Unspoken beneath: do you know what you did to me?
This person had killed her family in cold blood. Bennefeld had probably never had second thoughts about that job, never wondered about the lives she’d taken—or the life, singular, that had been left behind. The destruction of the Dalton had been just one unsavory task among the many that were Bennefeld’s bread and salt.
She should be angry, she knew. Angry for the deaths of her blood-kin and all that worked for them; angry for the loss of her true name and the life she could have had. And she was angry—but not, she realized, for those deaths. Not anymore. She had no memories to affix to those losses, only a few bare scraps of information that she’d been able to recover after the Facilitator’s purge.
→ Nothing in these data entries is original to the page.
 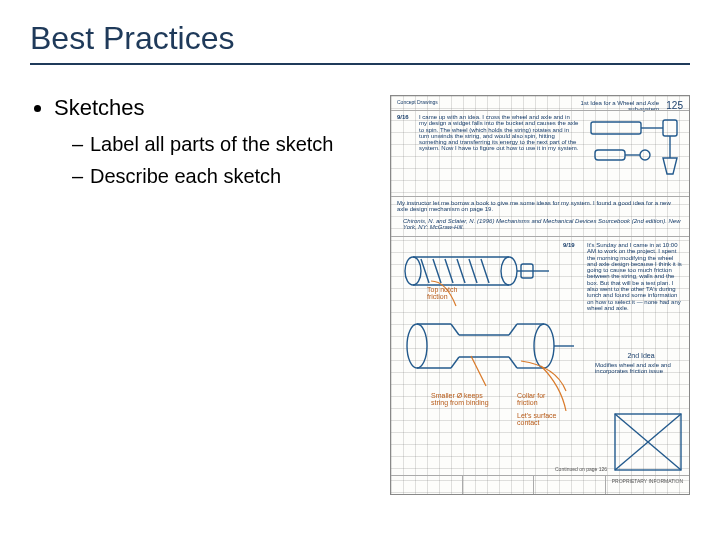 What do you see at coordinates (461, 400) in the screenshot?
I see `anno-smaller: Smaller Ø keeps string from binding` at bounding box center [461, 400].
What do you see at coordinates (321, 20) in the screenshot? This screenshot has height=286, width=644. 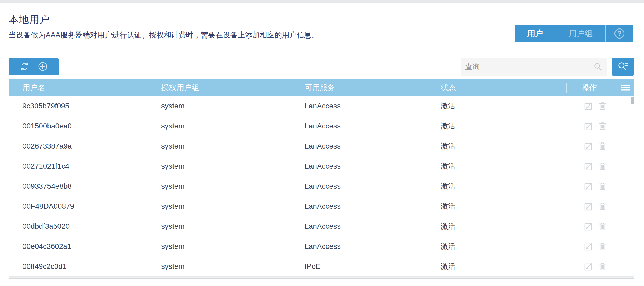 I see `page-title: 本地用户` at bounding box center [321, 20].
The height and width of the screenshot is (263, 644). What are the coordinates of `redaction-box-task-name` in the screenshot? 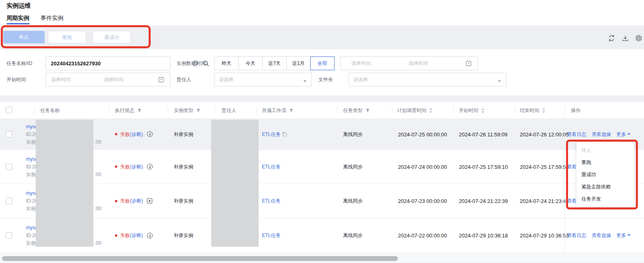 It's located at (65, 183).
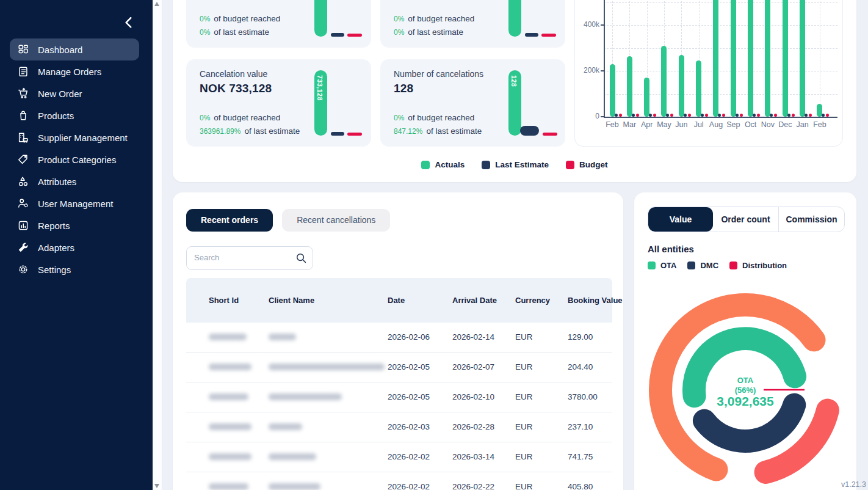 The image size is (868, 490). What do you see at coordinates (336, 220) in the screenshot?
I see `tab-recent-cancellations: Recent cancellations` at bounding box center [336, 220].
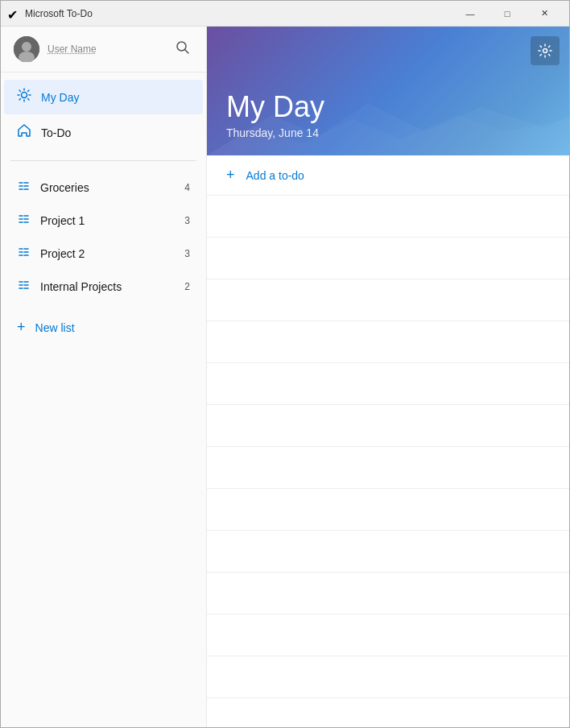  I want to click on add-todo-label: Add a to-do, so click(275, 176).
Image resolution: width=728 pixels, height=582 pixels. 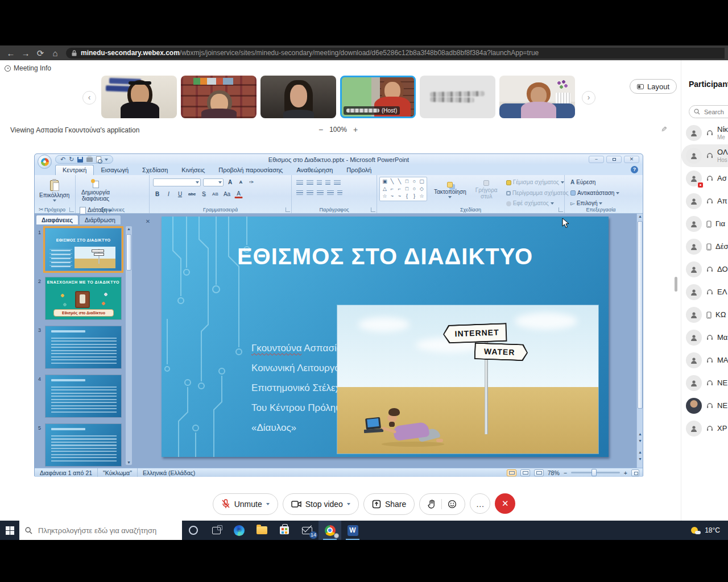 What do you see at coordinates (705, 269) in the screenshot?
I see `participant-row: ΔΟ` at bounding box center [705, 269].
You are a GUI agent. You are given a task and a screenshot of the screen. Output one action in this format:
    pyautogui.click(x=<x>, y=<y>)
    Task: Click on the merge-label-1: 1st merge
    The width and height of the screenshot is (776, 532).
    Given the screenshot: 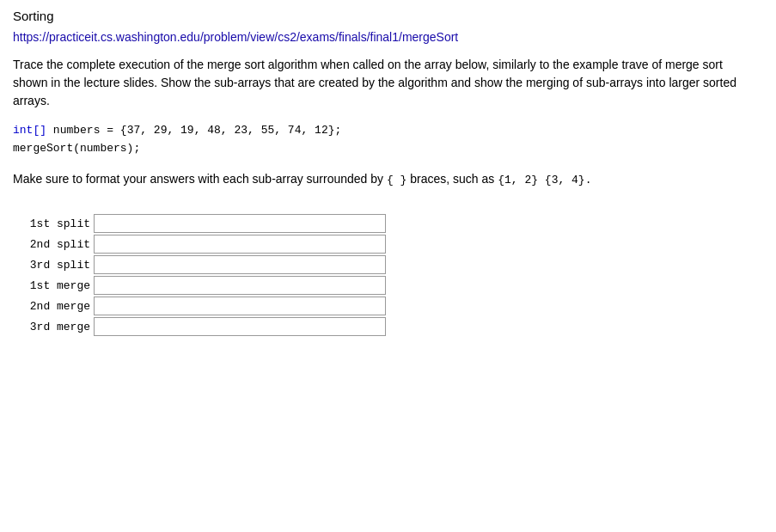 What is the action you would take?
    pyautogui.click(x=52, y=285)
    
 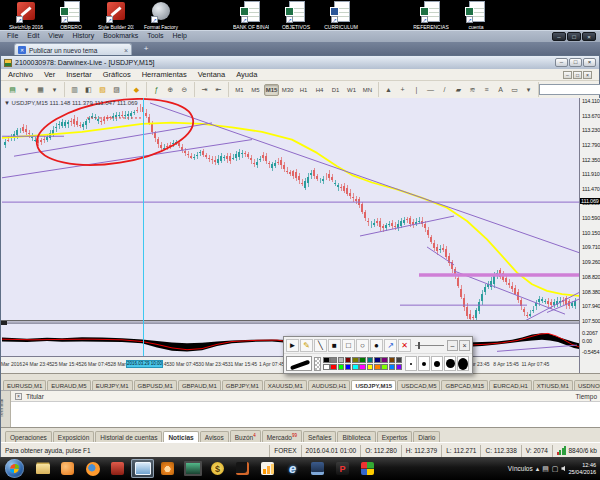 What do you see at coordinates (296, 16) in the screenshot?
I see `desktop-icon-objetivos: OBJETIVOS` at bounding box center [296, 16].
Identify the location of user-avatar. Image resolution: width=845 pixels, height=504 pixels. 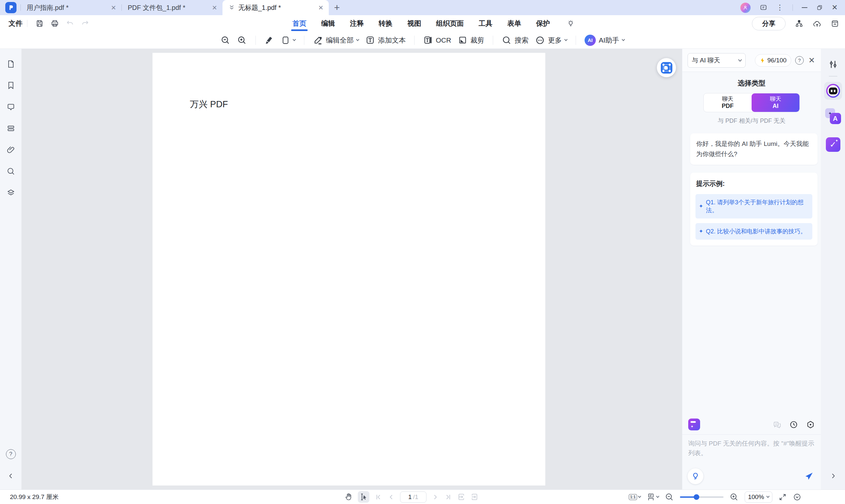
(745, 8).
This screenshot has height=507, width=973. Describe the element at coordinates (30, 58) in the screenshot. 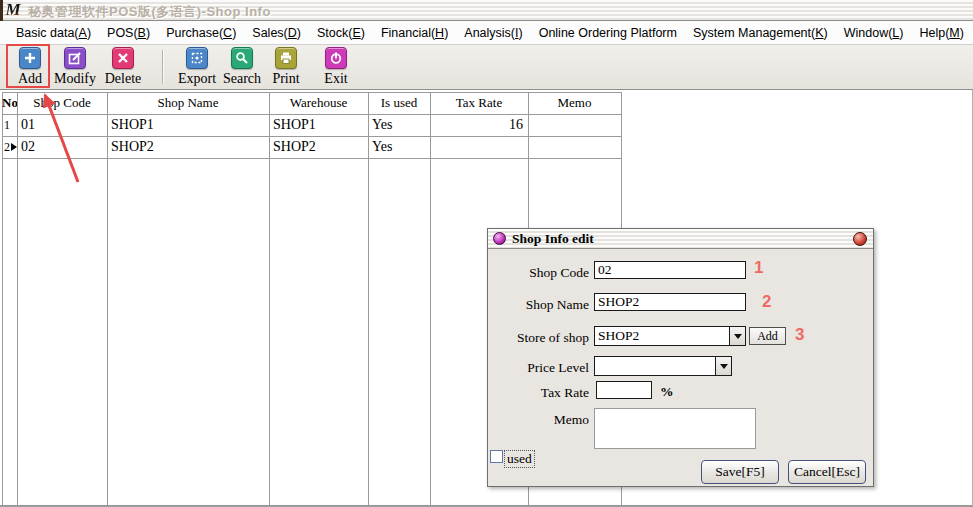

I see `plus-icon` at that location.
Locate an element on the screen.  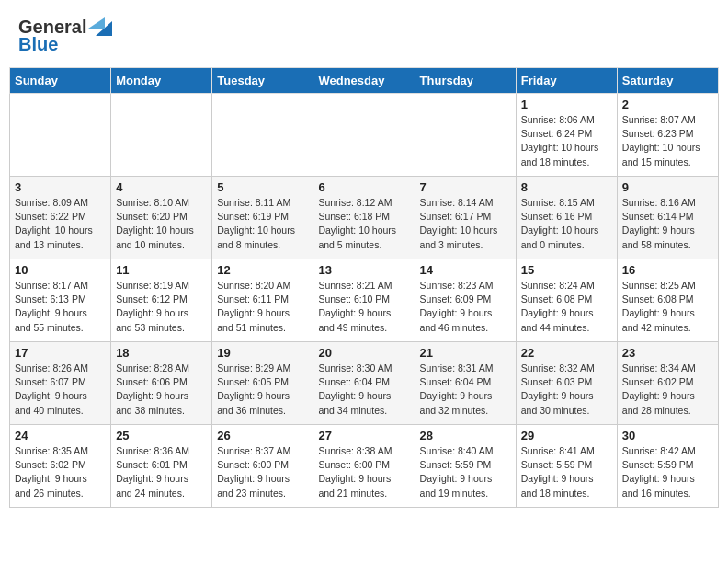
day-number: 9 is located at coordinates (667, 188).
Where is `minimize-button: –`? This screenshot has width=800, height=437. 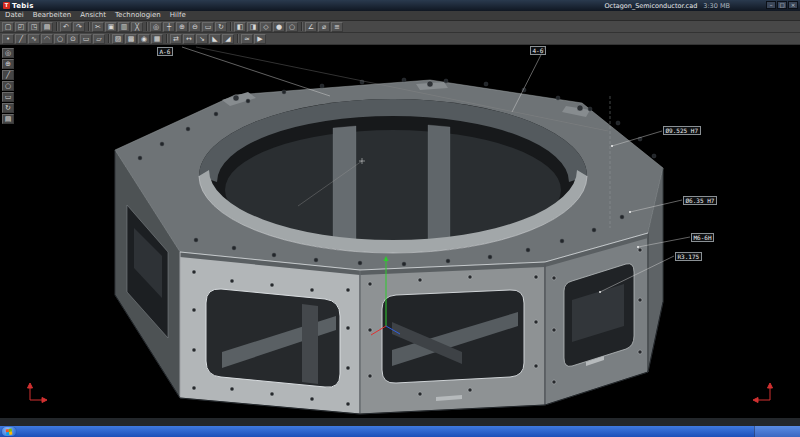 minimize-button: – is located at coordinates (771, 5).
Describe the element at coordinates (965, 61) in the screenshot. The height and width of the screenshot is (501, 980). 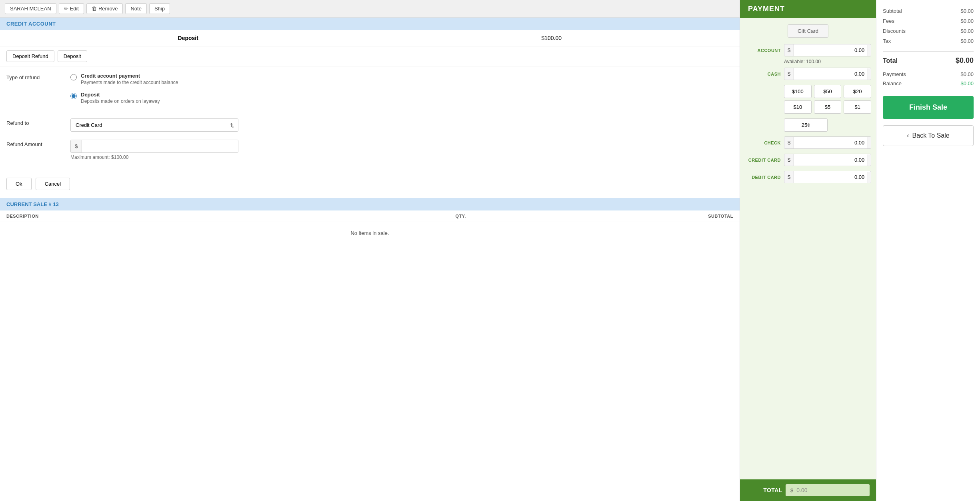
I see `total-value-summary: $0.00` at that location.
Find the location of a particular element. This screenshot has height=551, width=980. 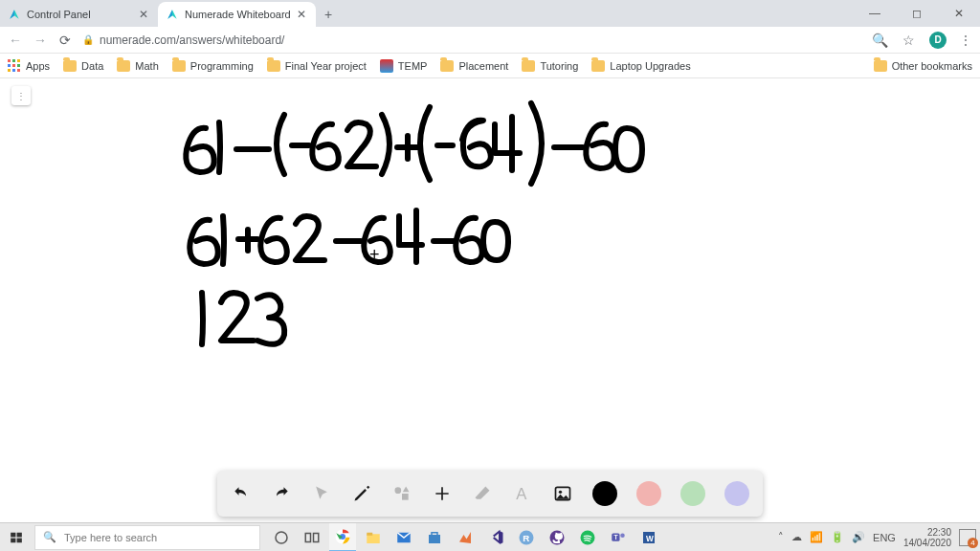

tray-chevron-icon: ˄ is located at coordinates (781, 538).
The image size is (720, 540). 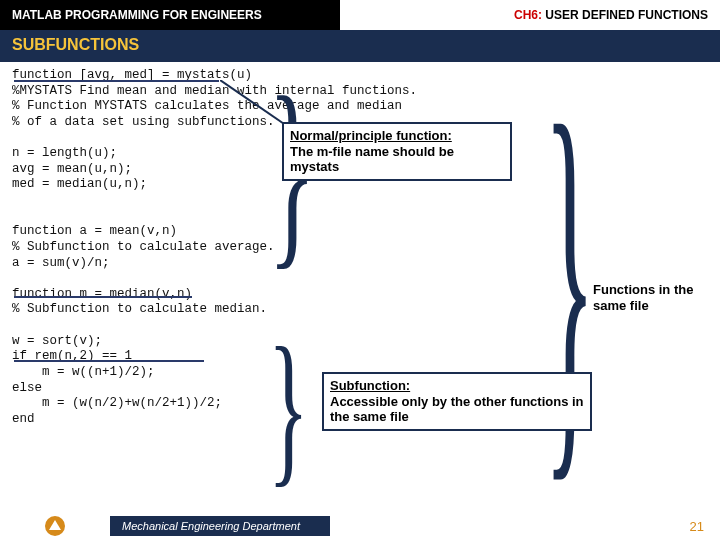 What do you see at coordinates (650, 298) in the screenshot?
I see `side-note: Functions in the same file` at bounding box center [650, 298].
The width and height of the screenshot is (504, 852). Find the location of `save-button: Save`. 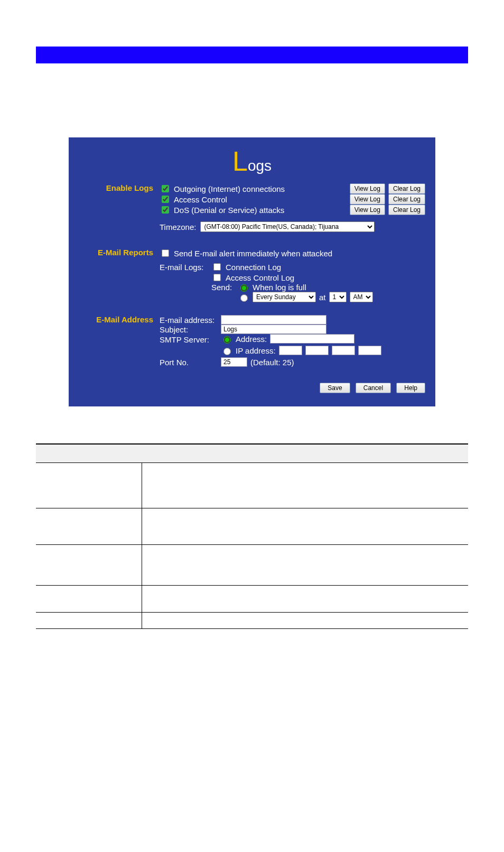

save-button: Save is located at coordinates (335, 388).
Now that the shock of discovery was years past, she could not maintain her blaze of righteous anger.
No, if she felt anger toward Bennefeld and her crew, it was only for what those long-ago actions had meant for Dalton at the very end. The loss of everything she’d ever wanted, the life she’d loved. The loss of Manny and his place in her heart.
And now, Bennefeld had ended Maja Anders.
This pirate had destroyed her life not once or twice, but three times over, all unknowing.
“Yes,” Bennefeld confirmed. “I know who you are.”
Do you? She looked down at her bloody hands and laughed, the sound a pale echo of Manouya’s deep chuckle. That makes one of us.
Because it was all falling apart now, everything she had built for herself, everything she had strived to achieve on her own. The last of Maja Anders was crumbling, patterns of thought and habit flaking like old paint—and as that sense of self fell away, piece by painful piece, she felt so very relieved.
Never had she lived a constructed identity for so long. Never had something she thought she wanted, something she thought she deserved, felt so false or constraining.
Which left . . . what?
Because if she no longer felt rage toward Bennefeld—was that what forgiveness was, a weary end to hate?—she could not say the same for Manouya. She understood why he had destroyed her family and the rebellion they’d nurtured; had something similar happened when she’d worked at Manny’s side, she would have had a hand in the distribution of such justice, too. What she could not comprehend was what he had made her become.